Monday, December 12, 2011

Politics and the Economy

Some of my friends and I have been talking about the political landscape on FB, and since my replies are getting longer and longer, I have answered here instead.  The most recent posts were:

 I'm curious. If we are to oppose a nuclear Iran, albeit with better information than we had when we went into Iraq, how can we do this without increasing spending? It's to a large degree this defense spending over the last 8 years that has put us in our current financial position. This is what troubles me about the Republican candidates; like Bush in 2000 (in the initiatives Ted notes), their claims for change have to be backed up with money, so their limited government ambitions are countered by their political aims. Paul would basically be arguing for an isolationist standpoint, so he's the only one who could back up his claims with a political ideology.

And what would have happened if Obama had not bailed out GM and Wall Street? I mean both on the short term and the long term? Do you think really think the free market would have bailed them out?


Would appreciate your thoughts.





and another: 
Ron Paul knows exactly what to do to fix our financial crisis and has no other political aims that would stop him from doing so. Our economy and the world economy are the #1 issue right now and no other candidate aside from Paul has shown me that they will make the hard decisions to correct the mistakes that has put us in the horrible position we are in now.







These are great questions - thanks for making this a real discussion, you all.  Andy, I think opposing a nuclear Iran right now will save us a lot of defense dept spending down the road as we wouldn't then have to fight another 10-year lite war as we did in Iraq.  Some of the candidates have mentioned ways to restrict Iran without spending war-levels of money.  (gasoline embargoes, et c). We can't pretend not to be a super-power (as I think it is clear Ron Paul's isolationism would have us do) but still we can listen very carefully to Paul's proposals, as well as Rick Santorum's -- each knows a great deal and has a lot of good advice, even if it is opposite in content.  They are good men.  You are right that Paul's position is consistent and clear - but it is mistaken, I believe.  I am with him on the Constitution and the economy, but not on foreign policy.  If we could have stopped Hitler in 1937, should we have done it?  


One more point about the Iraq and Afghan wars -- I don't agree that they were the cause of our financial woes today.  The combination of those two wars since 2003 doesn't come close to the spending lost through the housing crisis.  "The sum of all the deficits from 2003 through 2010 is $4.73 trillion. Subtract the entire Iraq War cost and you still have a sum of $4.02 trillion."  (that is from this write up on the issue ----   http://www.americanthinker.com/2010/08/iraq_the_war_that_broke_us_not.html.)  The federal budgets were in the hands of the Dems since FY 2008, and the increase in spending is head-spinning.  Bush added $4T to the deficit in 8 years, and Obama added that much in 2.  Each should have to answer to the American people for their gross mis-management of our tax dollars, I think.  But as to the war - the entire Iraq War, from 2003 to fall of 2011 cost $709B.  In the first few months of Obama's term, the Dem-controlled congress spent more than that on one stimulus package.  This is just the truth.  Here's the chart:



SO about the bailouts, I am surely not an expert in this field, so I don't know what to suggest -- I AM an expert about my own household economy (not that I handle it well, only that I know more about it than anyone else...), and I find that when I spend more than I make I get into trouble.  I would assume that the principle extends to governments as well (and I hold Greece and Spain up as examples).  I think there has been a very sincere attempt on the part of many well-meaning people to do something good for those in need, namely help more low-income people into houses and out of renting.  However, it was a little like trying to help more people get where they are going faster by getting them to flap their arms and jump off high buildings.  It may seem like a good goal, but it doesn't take reality into consideration.  So - we had a lot of people hitting the economic pavement at terminal velocity.  It didn't matter to Barney Frank and Chris Dodd - they were receiving kickbacks from Fannie and Freddie to write the laws to exempt the mortgage houses from careful scrutiny.  (If the Occupy WS folks really wanted to address corruption, all they would have to do is read the books being written on the Fannie/Freddie horrors.)  Countrywide made out well for a long time...but then Wall St bundled those bad debts and sold them to unsuspecting investors, spreading the disease around the world, and THIS is the reason we have such a terrible economy now, and that's why Bush and Obama felt the need to spend the the breathtakingly huge amounts in bailouts.  The Dems passed spending bills without the need for a single Republican vote in 2009, including the Obama health care bill (that came in at $1T all by itself, and they now say was grossly under estimated).  This is the reason why the Dems lost the House and nearly the Senate in 2010.  I think that (if the country doesn't have short-term memory loss) the House and the Senate and the WH will be in Republican hands this time next year.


• [HOW TO COMPLETE THIS TASK]:
Each line of the data below goes into the copy exactly; pictures do not.

Dataset rows describing interfaces
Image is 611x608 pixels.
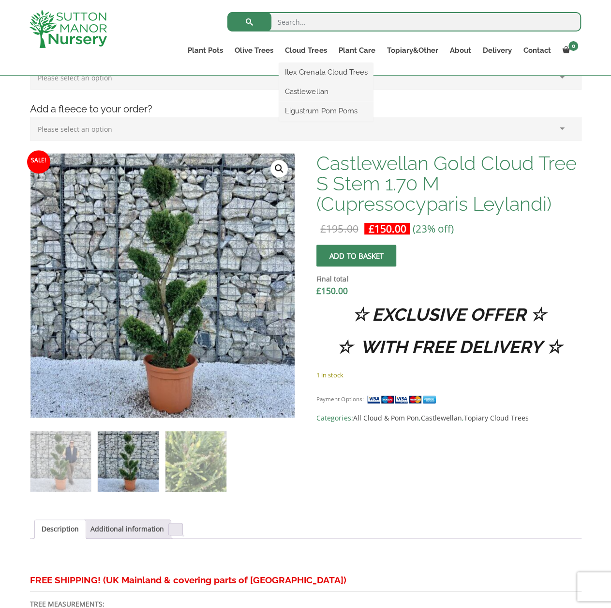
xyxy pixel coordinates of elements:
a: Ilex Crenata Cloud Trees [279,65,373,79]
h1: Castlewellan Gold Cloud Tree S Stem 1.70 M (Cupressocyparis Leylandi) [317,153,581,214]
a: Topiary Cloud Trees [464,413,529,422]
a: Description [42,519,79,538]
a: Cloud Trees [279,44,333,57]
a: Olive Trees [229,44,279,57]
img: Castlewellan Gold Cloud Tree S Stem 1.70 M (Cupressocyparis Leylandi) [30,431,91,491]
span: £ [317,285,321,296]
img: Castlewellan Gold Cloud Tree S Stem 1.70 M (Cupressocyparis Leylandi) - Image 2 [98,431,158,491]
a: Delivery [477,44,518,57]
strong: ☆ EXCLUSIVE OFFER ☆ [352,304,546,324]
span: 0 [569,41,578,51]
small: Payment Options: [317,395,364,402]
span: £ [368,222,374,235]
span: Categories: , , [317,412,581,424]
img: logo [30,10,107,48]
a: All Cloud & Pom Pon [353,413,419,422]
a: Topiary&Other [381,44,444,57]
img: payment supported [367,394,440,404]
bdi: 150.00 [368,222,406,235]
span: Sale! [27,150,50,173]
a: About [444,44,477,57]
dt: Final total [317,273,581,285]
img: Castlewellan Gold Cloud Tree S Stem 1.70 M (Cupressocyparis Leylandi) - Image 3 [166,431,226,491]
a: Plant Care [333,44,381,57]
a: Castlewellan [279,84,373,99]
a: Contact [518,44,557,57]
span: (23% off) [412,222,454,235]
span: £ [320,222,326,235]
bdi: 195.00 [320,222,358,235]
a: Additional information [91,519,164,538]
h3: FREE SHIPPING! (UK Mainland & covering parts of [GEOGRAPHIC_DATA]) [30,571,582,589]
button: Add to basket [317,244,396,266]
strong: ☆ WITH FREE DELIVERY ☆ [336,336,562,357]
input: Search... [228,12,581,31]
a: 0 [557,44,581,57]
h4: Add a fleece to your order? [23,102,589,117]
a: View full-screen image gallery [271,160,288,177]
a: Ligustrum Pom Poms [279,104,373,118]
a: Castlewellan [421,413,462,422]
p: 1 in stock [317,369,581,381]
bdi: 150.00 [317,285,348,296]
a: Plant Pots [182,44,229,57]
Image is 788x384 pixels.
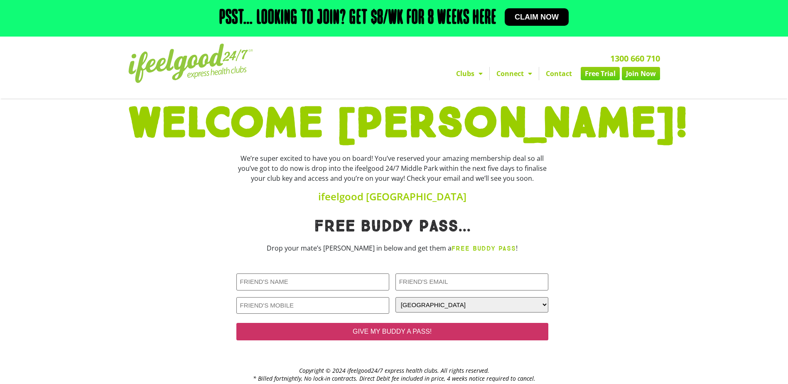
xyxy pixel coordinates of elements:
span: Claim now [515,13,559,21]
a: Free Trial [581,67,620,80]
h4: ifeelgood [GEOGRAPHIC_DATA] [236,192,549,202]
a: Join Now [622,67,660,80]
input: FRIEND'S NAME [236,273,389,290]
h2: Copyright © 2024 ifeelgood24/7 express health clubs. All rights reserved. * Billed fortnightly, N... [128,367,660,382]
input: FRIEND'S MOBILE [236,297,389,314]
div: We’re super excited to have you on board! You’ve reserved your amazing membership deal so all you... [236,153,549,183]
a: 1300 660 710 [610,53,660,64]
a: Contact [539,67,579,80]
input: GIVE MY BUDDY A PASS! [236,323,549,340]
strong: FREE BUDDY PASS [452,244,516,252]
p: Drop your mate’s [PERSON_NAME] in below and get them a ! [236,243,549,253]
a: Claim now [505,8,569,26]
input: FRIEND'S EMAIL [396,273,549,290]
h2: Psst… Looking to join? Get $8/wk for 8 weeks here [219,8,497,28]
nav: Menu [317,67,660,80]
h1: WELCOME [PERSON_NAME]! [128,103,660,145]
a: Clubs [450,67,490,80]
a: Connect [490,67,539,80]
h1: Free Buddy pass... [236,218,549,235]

• [ANSWER SPACE]:
Image is 611x608 pixels.
xyxy pixel coordinates of elements:
a: Ilex Crenata Cloud Trees [279,65,373,79]
h1: Castlewellan Gold Cloud Tree S Stem 1.70 M (Cupressocyparis Leylandi) [317,153,581,214]
a: Topiary Cloud Trees [464,413,529,422]
a: Description [42,519,79,538]
a: Cloud Trees [279,44,333,57]
a: Olive Trees [229,44,279,57]
img: Castlewellan Gold Cloud Tree S Stem 1.70 M (Cupressocyparis Leylandi) [30,431,91,491]
span: £ [317,285,321,296]
img: Castlewellan Gold Cloud Tree S Stem 1.70 M (Cupressocyparis Leylandi) - Image 2 [98,431,158,491]
a: Delivery [477,44,518,57]
strong: ☆ EXCLUSIVE OFFER ☆ [352,304,546,324]
span: 0 [569,41,578,51]
small: Payment Options: [317,395,364,402]
span: £ [368,222,374,235]
span: Categories: , , [317,412,581,424]
img: logo [30,10,107,48]
a: All Cloud & Pom Pon [353,413,419,422]
a: Topiary&Other [381,44,444,57]
img: payment supported [367,394,440,404]
bdi: 150.00 [368,222,406,235]
span: Sale! [27,150,50,173]
a: About [444,44,477,57]
dt: Final total [317,273,581,285]
img: Castlewellan Gold Cloud Tree S Stem 1.70 M (Cupressocyparis Leylandi) - Image 3 [166,431,226,491]
a: Plant Care [333,44,381,57]
a: Castlewellan [279,84,373,99]
a: Contact [518,44,557,57]
span: (23% off) [412,222,454,235]
span: £ [320,222,326,235]
bdi: 195.00 [320,222,358,235]
a: Additional information [91,519,164,538]
h3: FREE SHIPPING! (UK Mainland & covering parts of [GEOGRAPHIC_DATA]) [30,571,582,589]
button: Add to basket [317,244,396,266]
strong: ☆ WITH FREE DELIVERY ☆ [336,336,562,357]
input: Search... [228,12,581,31]
a: 0 [557,44,581,57]
h4: Add a fleece to your order? [23,102,589,117]
a: View full-screen image gallery [271,160,288,177]
a: Ligustrum Pom Poms [279,104,373,118]
a: Castlewellan [421,413,462,422]
p: 1 in stock [317,369,581,381]
bdi: 150.00 [317,285,348,296]
a: Plant Pots [182,44,229,57]
Image is 788x384 pixels.
xyxy pixel coordinates of elements:
span: Claim now [515,13,559,21]
a: Free Trial [581,67,620,80]
h4: ifeelgood [GEOGRAPHIC_DATA] [236,192,549,202]
a: Join Now [622,67,660,80]
input: FRIEND'S NAME [236,273,389,290]
h2: Copyright © 2024 ifeelgood24/7 express health clubs. All rights reserved. * Billed fortnightly, N... [128,367,660,382]
input: FRIEND'S MOBILE [236,297,389,314]
div: We’re super excited to have you on board! You’ve reserved your amazing membership deal so all you... [236,153,549,183]
a: 1300 660 710 [610,53,660,64]
a: Contact [539,67,579,80]
input: GIVE MY BUDDY A PASS! [236,323,549,340]
strong: FREE BUDDY PASS [452,244,516,252]
p: Drop your mate’s [PERSON_NAME] in below and get them a ! [236,243,549,253]
a: Claim now [505,8,569,26]
input: FRIEND'S EMAIL [396,273,549,290]
h2: Psst… Looking to join? Get $8/wk for 8 weeks here [219,8,497,28]
nav: Menu [317,67,660,80]
h1: WELCOME [PERSON_NAME]! [128,103,660,145]
a: Clubs [450,67,490,80]
a: Connect [490,67,539,80]
h1: Free Buddy pass... [236,218,549,235]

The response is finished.